Regarding A. R. Marlow's puzzlement about my quip about hydroelectricity:

On David Bowman's query about stockholders buying power from falling
water: Where is there a problem there? There seems to be no room for a
fictitious force. The water hits say a turbine blade with a very real
force, and the turbine blade exerts an equal and oposite force on the
water. No one debates that these are real forces. A problem would arise
if one were to introduce a third "force" with no third law counterpart, as
people do when they invent an outward force in a centrifuge pressing them
against the wall.

My point had nothing to do with the details of turbine operation per se.
You claimed that 'fictitious' forces do no work. (I was trying to show my
disagreement with this point as long as the fictitious forces in question
are not due to the Coriolis effect). You also, properly, placed
gravitational forces in the same catagory as other 'fictitious' forces (to
the extent that large-scale tidal inhomogeneities of the gravitational
field can be safely ignored in a given context). My point was a
counterexample that hydroelectric utilites are in the business of selling
electric power (i.e. work) produced by the action of falling water which
is pushed downward by the earth's gravitational field (mostly usual
Newtonian gravity with a small negative contribution from the centrifugal
force field from the earth's rotation) that *exists* (locally) by virtue of
our choice of a frame in which the earth's surface is taken to be at rest
rather than using a freely falling frame. Just because a force exists in a
given frame by virtue of the state of acceleration of that frame wrt a
freely falling frame is no reason to consider that force nonexistent, nor to
claim that such a force can do no work in that frame.
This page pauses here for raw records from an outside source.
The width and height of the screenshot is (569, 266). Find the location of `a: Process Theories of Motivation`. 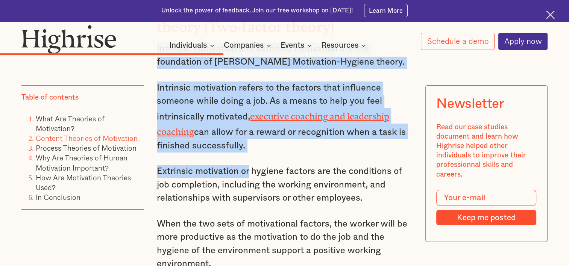

a: Process Theories of Motivation is located at coordinates (86, 148).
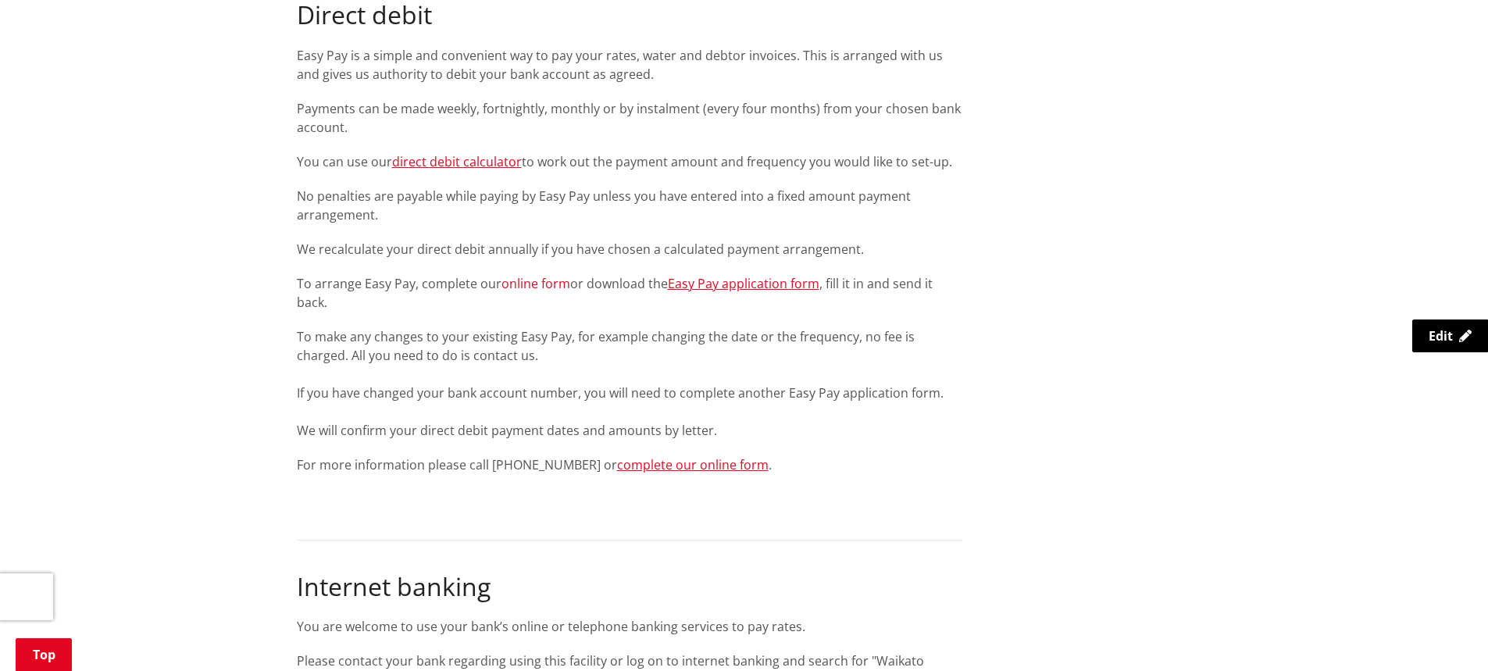 This screenshot has width=1488, height=671. What do you see at coordinates (536, 284) in the screenshot?
I see `a: online form` at bounding box center [536, 284].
I will concede that a
Coriolis force does no work on a mass (just as a magnetic field does no work
on a charge), but centrifugal forces, Newtonian gravitational forces, and
forces due to other translational accelerations of a frame's origin wrt a
freely falling frame certainly *can and do* do work in the frame in which
they appear. (BTW, neither forces nor work transform as scalars under
transformations among accelerated frames, but that is no reason to claim
their nonexistence in any frame in which they do not vanish.)